Luke 6:27-38 is one of those really tough passages of the Bible. It starts with, "But I say to you who are listening: Love your enemies . . . ," and it just continues from there.
Verses 27-30 are about choosing to be taken advantage of by people who are stronger than you, people who hate you, curse you, mistreat you, hit you, take from you. You're supposed to let them do it, give them more besides, and try to help them by action and prayer.
Verses 31-36 are about choosing to be taken advantage of by people who are weaker than you, people who need help and money. You're supposed to help them even if though they won't thank you and lend to them even though they won't pay you back.
Verses 37-38 sum up the preceding. Don't judge or condemn the people who molest you or mooch off you. Instead forgive them—that's the only way you'll be forgiven too. Give to them—in due proportion you will get far more back, or you won't if you don't.
There are several reasons that I strongly resent Jesus' commands here. I resent losing my stuff. More, I resent losing my pride. I resent still more losing the boundary between me and someone else. The fact of invasion is more abhorrent than the result of invasion. Worst of all, I think, if I don't defend my boundary, who will? And why would anyone defend my boundary if I don't?
But it occurs to me that Jesus himself was never invaded. Losing stuff to those weaker didn't violate his boundary. Losing his life to the strong didn't either. In fact, no matter how severe the demand or the drain, it never made him less than he was, nor does he ever betray a suggestion that he felt that it did.
The reason is that Jesus' selfhood was extremely tightly constricted around one thing, which he mentions in v. 20: "Blessed are you who are poor, for the kingdom of God belongs to you." Jesus' self was 100% secured in God's soon-to-come government. Therefore, no loss was really loss. Nothing begged of him, demanded of him, or taken from him was actually him. It was all flimsy, disposable, temporary stuff that would soon be replaced by the real thing, where he really was. Even the life in his mortal body was easily given, as it was temporary too. Jesus' essential Jesus-ness, the stuff of him that he could not yield without losing some of himself, was in heaven with the Father beyond the touch of anyone who might invade it. It could not be touched, was eternal and imperishable, and would very soon be revealed to replace whatever people might think they were taking from him now.
Jesus knew this. If I knew it that well, if 100% of my treasure was in heaven and speedily on its way to earth and that fact was beyond doubt or question to me, then Jesus' commands about loving my enemies would suddenly become much more achievable. Because even though it might look to all the world like I'm being taken advantage of, I would not experience it that way. There is nothing anybody could take from me that was part of me. No possession would be part of me; not even my mortal body would be part of me, really. My life is hidden with Christ in God (Col. 3:3). Nothing taken from me would be a violation, because none of it is mine, or me. From that vantage point, the worst that any enemy could take from me seems really pitifully small and easily forgiven.
On the other hand, even though from one point of view Jesus' selfhood was tightly constricted in heaven, from another vantage point it was expansive enough to encompass all of creation. He is, after all, the Word of God through whom all things were made, in whom all things hold together (John 1:1; Col. 1:16-17). Because his selfhood includes everything, again, nothing could be taken from him and his boundary could never be violated. No one could ever invade him, because there is no outside of him from whence to invade.
It's funny: we tend to think that as human Jesus suffered but as God he didn't. As to injury, this is certainly true. The man Jesus of Nazareth in degradable flesh could be deformed, crushed, and minimized, while the Son of God (who Jesus is) could not be any the less God than he is, no matter what one might pretend to do to him.
But as to the experience of pain, I rather think that the reverse is closer to the truth. It was as human that Jesus' selfhood was perfectly committed to the security of heaven, just as he commands ours to be. But it was as God that Jesus' selfhood extends across the cosmos, encompassing everything. And therefore every disorder, injustice, wrong, and sin Jesus feels acutely, like an internal disease. Though he is not compromised by it, if he centers his attention on anything narrower than the perfect beginning-to-the-end totality of it all, he must be incomprehensibly pained by the least evil.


Work item: Using the data below, output a verbatim copy of the lines between the one holding "Reveal clothing bounding box." and the one holding "Detect 'woman'. Output x1 y1 x2 y2.", inclusive, without any pictures.

Record extracts:
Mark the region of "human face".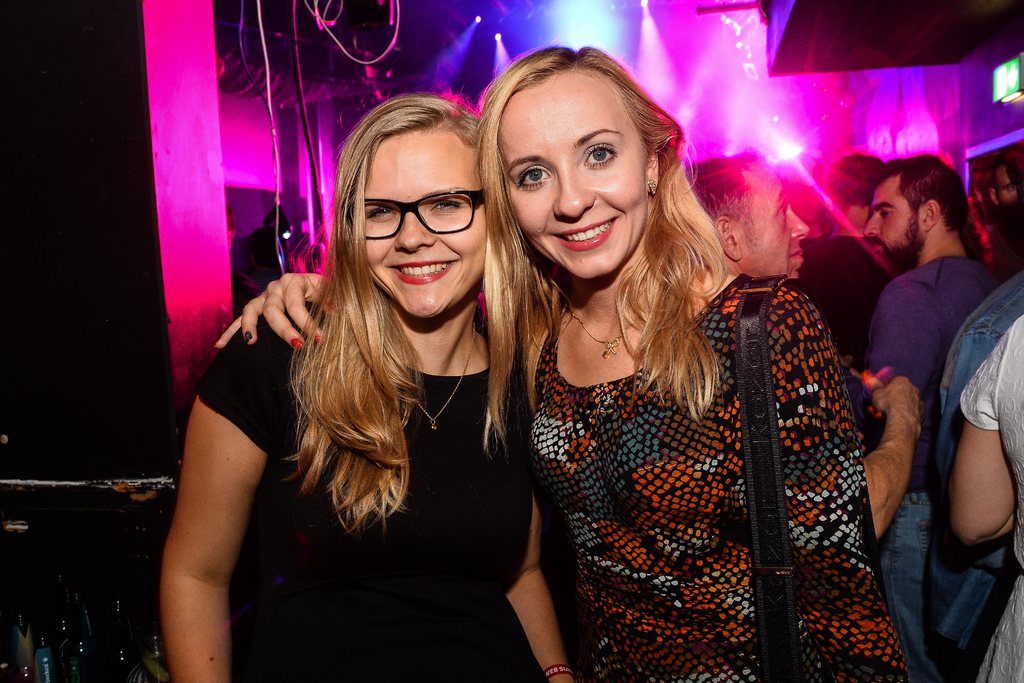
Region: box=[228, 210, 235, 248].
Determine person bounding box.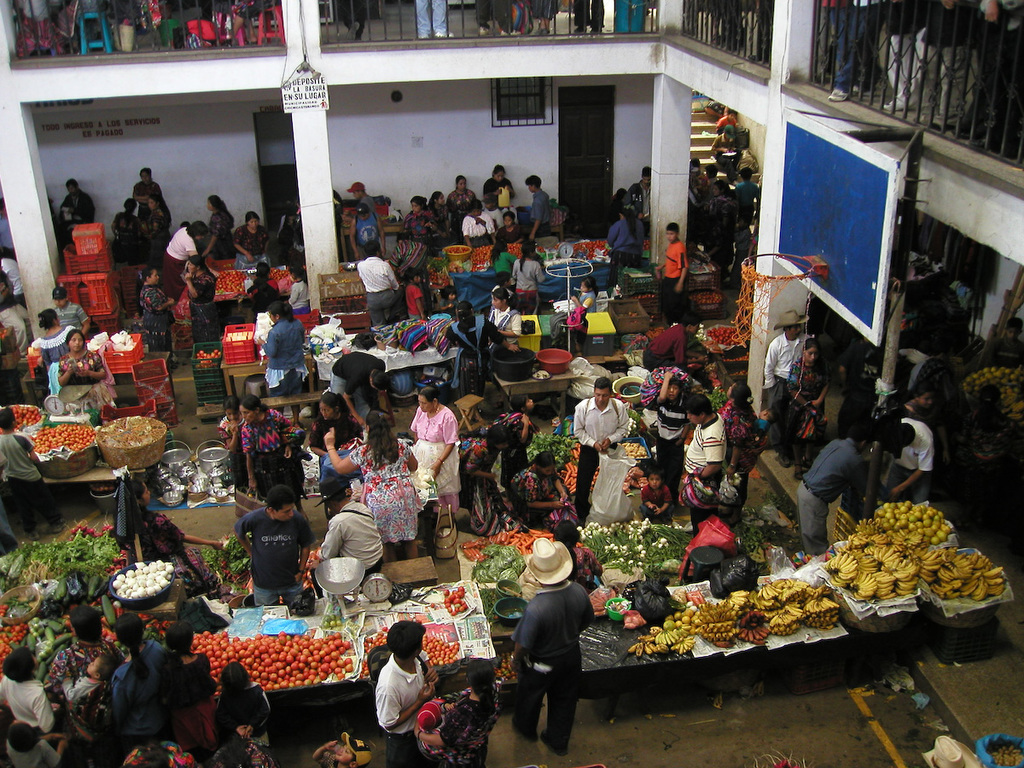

...

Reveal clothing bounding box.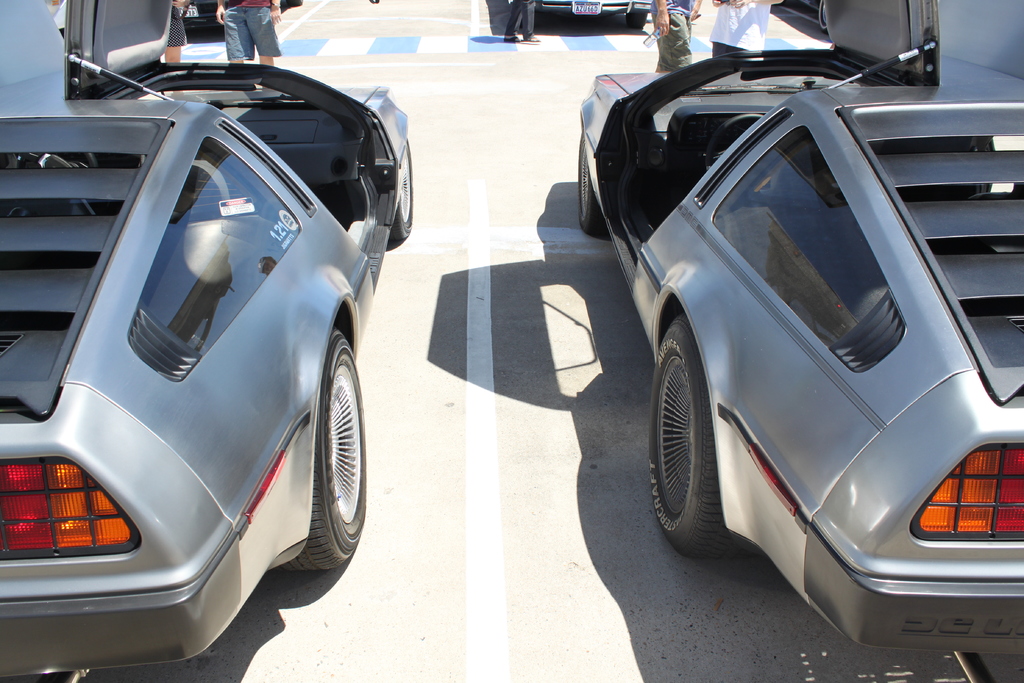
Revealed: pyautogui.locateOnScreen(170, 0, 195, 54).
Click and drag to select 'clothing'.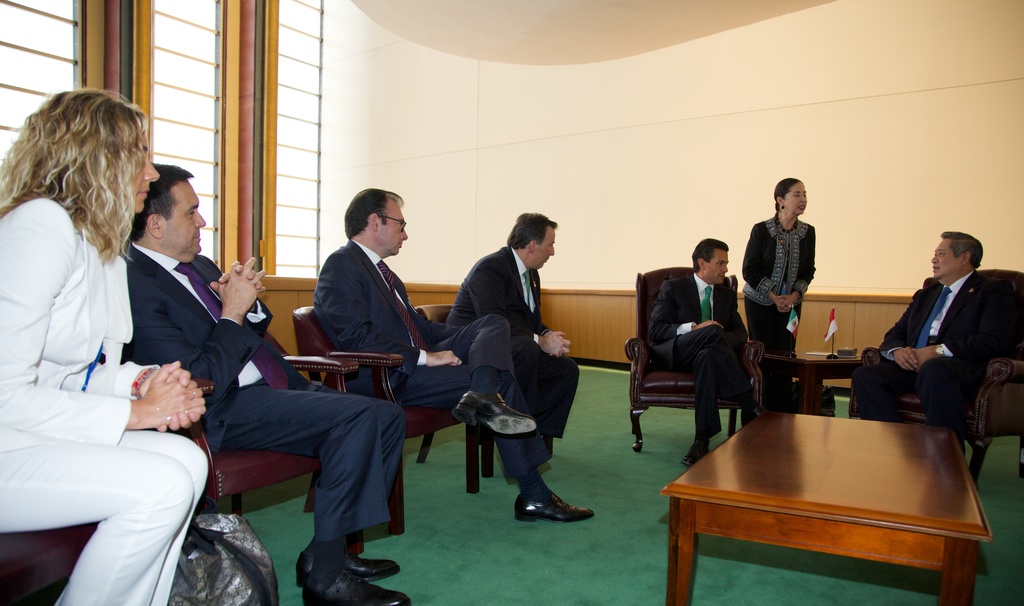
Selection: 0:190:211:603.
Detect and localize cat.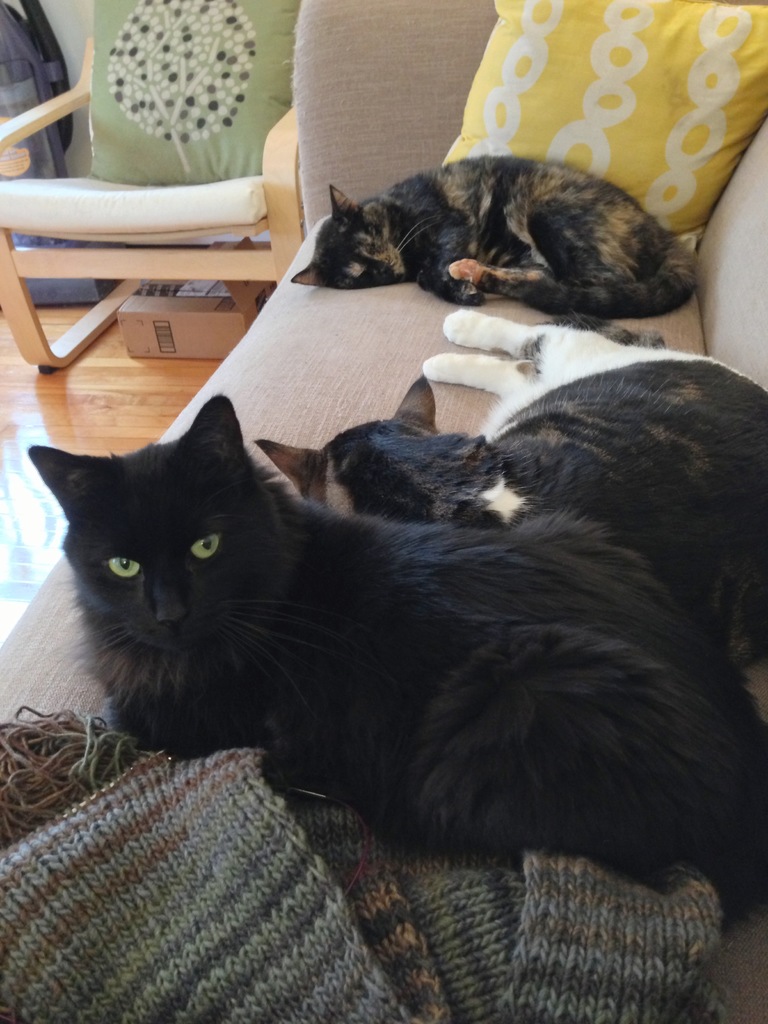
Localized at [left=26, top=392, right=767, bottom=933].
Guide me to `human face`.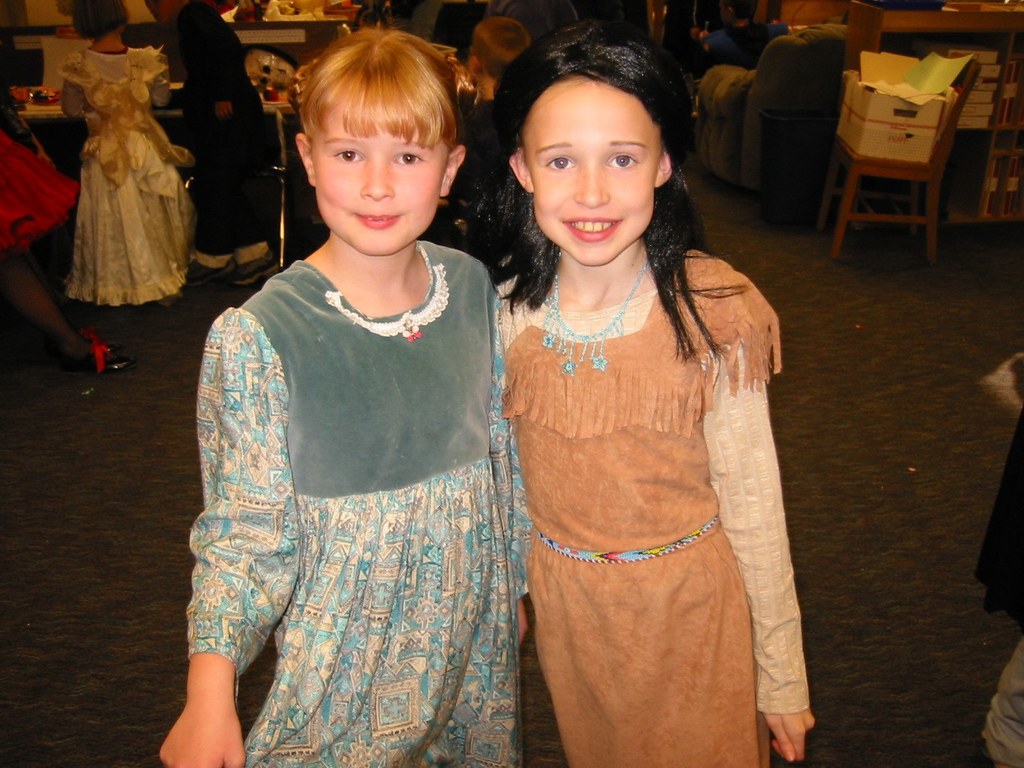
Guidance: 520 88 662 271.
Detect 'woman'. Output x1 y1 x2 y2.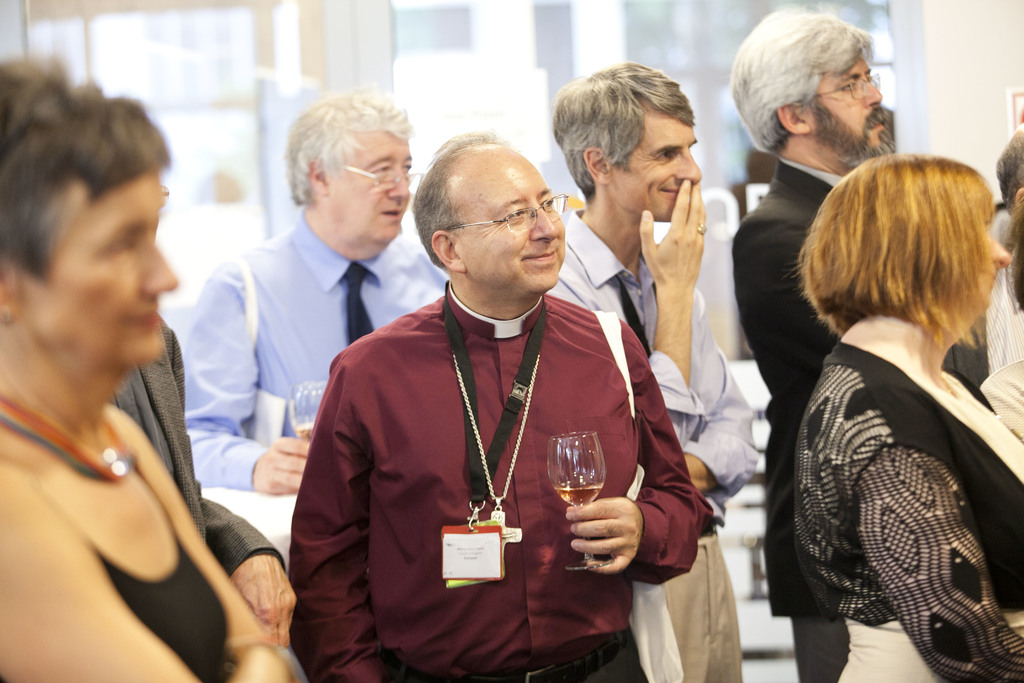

Answer to this problem:
Reveal clothing bounding box.
Revealed: pyautogui.locateOnScreen(170, 0, 195, 54).
Click and drag to select 'clothing'.
Selection: 0:190:211:603.
Detect and localize cat.
Localized at [left=26, top=392, right=767, bottom=933].
Guide me to `human face`.
Guidance: 520 88 662 271.
Detect 'woman'. Output x1 y1 x2 y2.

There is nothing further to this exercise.